Five by Five

yes, you can trace my lost of faith back to when my mother died but it has more to do with her burial than anything else.

in guayaquil, we bury the dead in above ground open air mausoleums. i dont know the reasoning behind this. i believe they do the same in new orleans because caskets, last breaths, marsh land and rain lead to horror stories for children and groundskeepers alike. like most things third world, chances are it has to do with economics.

the rich get family or even single structures where the inheritors get to visit them shielded from the heavy noon sun and indigenous eyes. most of my family gets the outdoor treatment. its a very basic structure; three levels of alabaster cement, each level houses four by twenty rows of mini-headstones.

my mother is on the top level by the northeast corner in one of the middle rows. a perfect spot really. you dont have to sit on the floor or hunch extensively to speak to her. you dont have to tippy toe or strain your neck as if looking for in the heavens. shes right in front of you, you can speak with her just as if she was still here.

the headstones are another measure of class or the desire to elevate up the ladder after the fact. barebones means just a simple square with the basic info. highend means marble and a photo etching with plastic flowers, the presence of a saint with votives to hold candles all kept safe behind mylar and a lock. the mylar enclosure is pretty important since anything left at the end of the day can be potentially sold again the next morning.

the view from mami’s resting place totally blocks out the city. the potential for earthquakes keeps the ecuadorian skyline grounded so i don’t see any towers in the horizon. to the left i see more mausoleums, a figure of christ on the mountain top and tin solares grouped together on the slope. on the right is the oldest part of the cemetery, the psychiatric hospital that looks more like a route 66 econo lodge and behind me are low sloping hills that almost make me believe we aren’t in the city except for the roar of the highway less than a hundred yards away.

most days, the highway isn’t what grabs my attention as much as the roar of bulldozers cutting into the earth making room for more mausoleums. my grandma has always lived a mile from the cemetery and i was always fascinated by both the messiah watching over the shantytown and the never ending construction wondering what will run out first– people passing away or the mountain. raised as a city boy, i always thought we would run out of earth first.

things change as i am leaving the cemetery, the closer you get to the exit gates the narrower the walls become and, as such, the dates on the headstones shorten. you pass from adults to teens to kids and finally lives measured by days and hours. all the times i would come to the cemetery, i would be so wrapped in thoughts of my mother that i barely noticed this pattern going in but always was caught off guard on the way out.

so as my tenth grade religion teacher reviews the sacraments in a basement thats been remade as a class room, i think back on the graves in cement right by the sound of passing cars and question why some of them will never see a catholic heaven because sister says they all carry original sin– a burden that excludes them from the love of the lord. they say that all these lost souls find their way to limbo where they’ll remain till the next messiah. which sounds like some bullshit to me.

i must have asked at least three times in the hope that there was some kind of out clause sister was overlooking but no go. so right then, right there, i decided catholicism was bullshit. a divorce 11 years in the making, as even at 5 i was testing the powers that be by openly cursing in church.

i still follow the rituals for what they are, mnemonic movements designed to bring us to supplication, confession and (hopefully) some redemption. church isnt the only place i can find god though i know my mother prefers the gothic walls over the rumble of excavation.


_Task requirements_
The lines you return must be all those in the data that hold the string "axis".

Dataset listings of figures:
##############################

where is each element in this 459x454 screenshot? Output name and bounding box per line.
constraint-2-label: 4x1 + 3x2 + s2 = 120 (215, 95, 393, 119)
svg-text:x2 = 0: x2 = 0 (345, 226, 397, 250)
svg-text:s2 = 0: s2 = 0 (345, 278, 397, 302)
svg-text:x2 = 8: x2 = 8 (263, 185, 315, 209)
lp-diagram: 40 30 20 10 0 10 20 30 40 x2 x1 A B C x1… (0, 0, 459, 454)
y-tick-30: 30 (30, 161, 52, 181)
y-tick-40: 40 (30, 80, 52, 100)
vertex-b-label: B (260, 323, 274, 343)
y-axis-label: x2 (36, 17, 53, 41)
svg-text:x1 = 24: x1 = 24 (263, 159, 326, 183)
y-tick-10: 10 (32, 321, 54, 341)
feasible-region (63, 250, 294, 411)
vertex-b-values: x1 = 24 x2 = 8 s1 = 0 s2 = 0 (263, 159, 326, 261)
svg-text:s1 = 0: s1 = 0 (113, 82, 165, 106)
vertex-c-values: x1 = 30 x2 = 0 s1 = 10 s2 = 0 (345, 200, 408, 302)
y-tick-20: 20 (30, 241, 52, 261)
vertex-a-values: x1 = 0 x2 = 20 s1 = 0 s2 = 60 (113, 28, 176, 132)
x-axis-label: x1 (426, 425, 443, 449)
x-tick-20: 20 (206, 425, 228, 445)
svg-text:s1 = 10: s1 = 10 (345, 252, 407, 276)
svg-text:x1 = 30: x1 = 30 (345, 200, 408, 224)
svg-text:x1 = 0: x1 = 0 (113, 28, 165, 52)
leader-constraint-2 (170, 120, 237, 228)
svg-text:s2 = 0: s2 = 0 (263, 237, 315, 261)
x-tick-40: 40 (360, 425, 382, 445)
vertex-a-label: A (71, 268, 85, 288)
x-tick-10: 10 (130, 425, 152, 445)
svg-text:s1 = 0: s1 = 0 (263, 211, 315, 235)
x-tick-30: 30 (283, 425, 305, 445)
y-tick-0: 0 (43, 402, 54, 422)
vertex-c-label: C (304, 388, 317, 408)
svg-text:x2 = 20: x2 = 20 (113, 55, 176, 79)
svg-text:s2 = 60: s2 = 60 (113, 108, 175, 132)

##############################

_Solution to this task_
y-axis-label: x2 (36, 17, 53, 41)
x-axis-label: x1 (426, 425, 443, 449)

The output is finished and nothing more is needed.